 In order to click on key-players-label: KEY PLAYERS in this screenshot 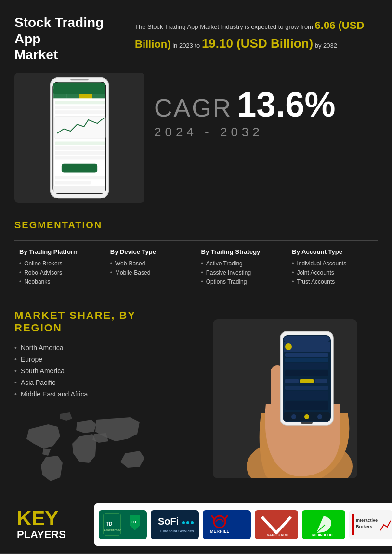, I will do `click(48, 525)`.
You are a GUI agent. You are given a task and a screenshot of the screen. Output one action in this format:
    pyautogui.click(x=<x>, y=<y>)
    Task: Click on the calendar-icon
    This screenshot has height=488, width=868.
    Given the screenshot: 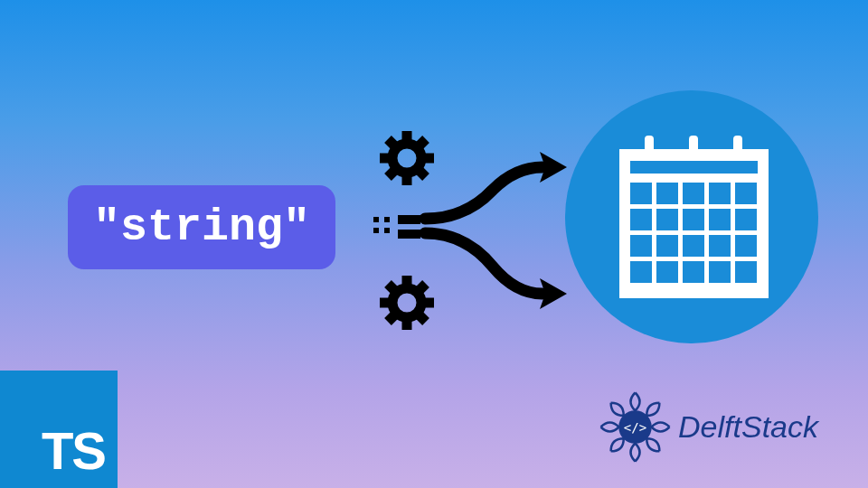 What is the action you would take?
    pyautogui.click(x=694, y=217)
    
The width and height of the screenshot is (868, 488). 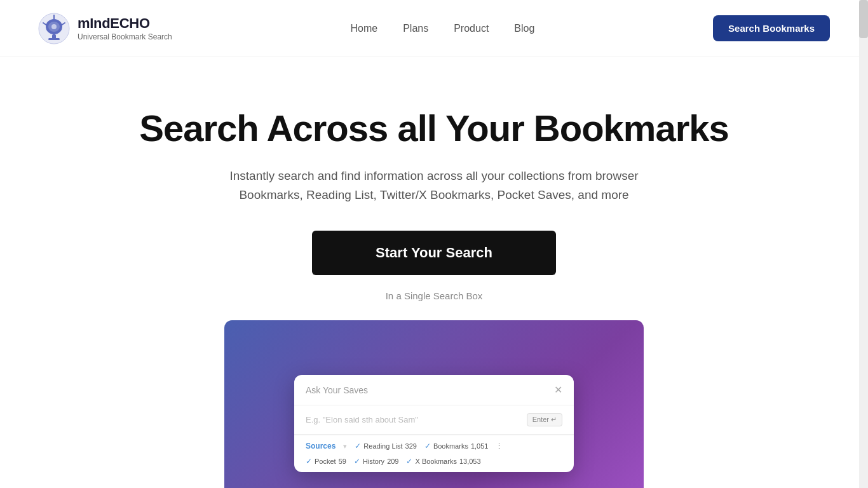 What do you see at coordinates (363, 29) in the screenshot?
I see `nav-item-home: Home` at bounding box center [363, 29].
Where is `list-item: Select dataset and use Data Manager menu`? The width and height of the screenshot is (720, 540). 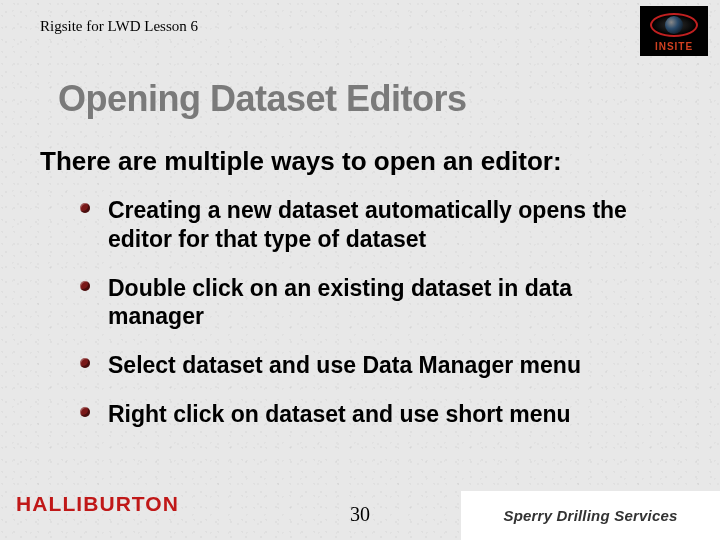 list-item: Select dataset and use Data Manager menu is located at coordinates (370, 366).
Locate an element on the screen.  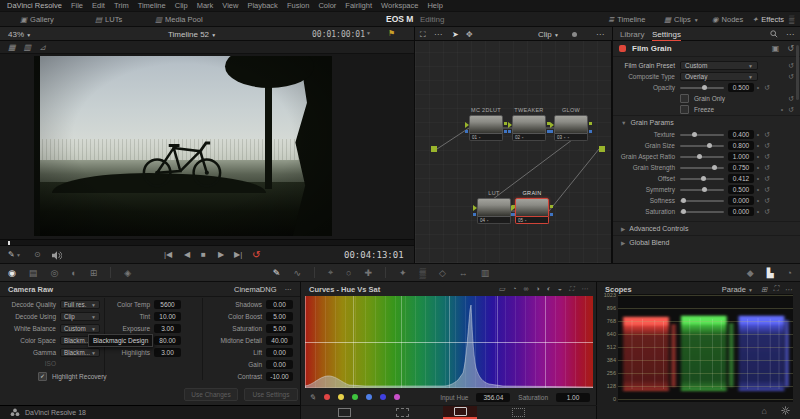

[WORK TASK] Scan the listing above for the line that has "You are a GUI", then copy exactly from that line through the line that has "This screenshot has".

[FINISHED EXERCISE]
You are a GUI agent. You are given a task and a screenshot of the screen. Output one action in this format:
    pyautogui.click(x=<x>, y=<y>)
    Task: Click on the calendar-icon
    This screenshot has height=488, width=868.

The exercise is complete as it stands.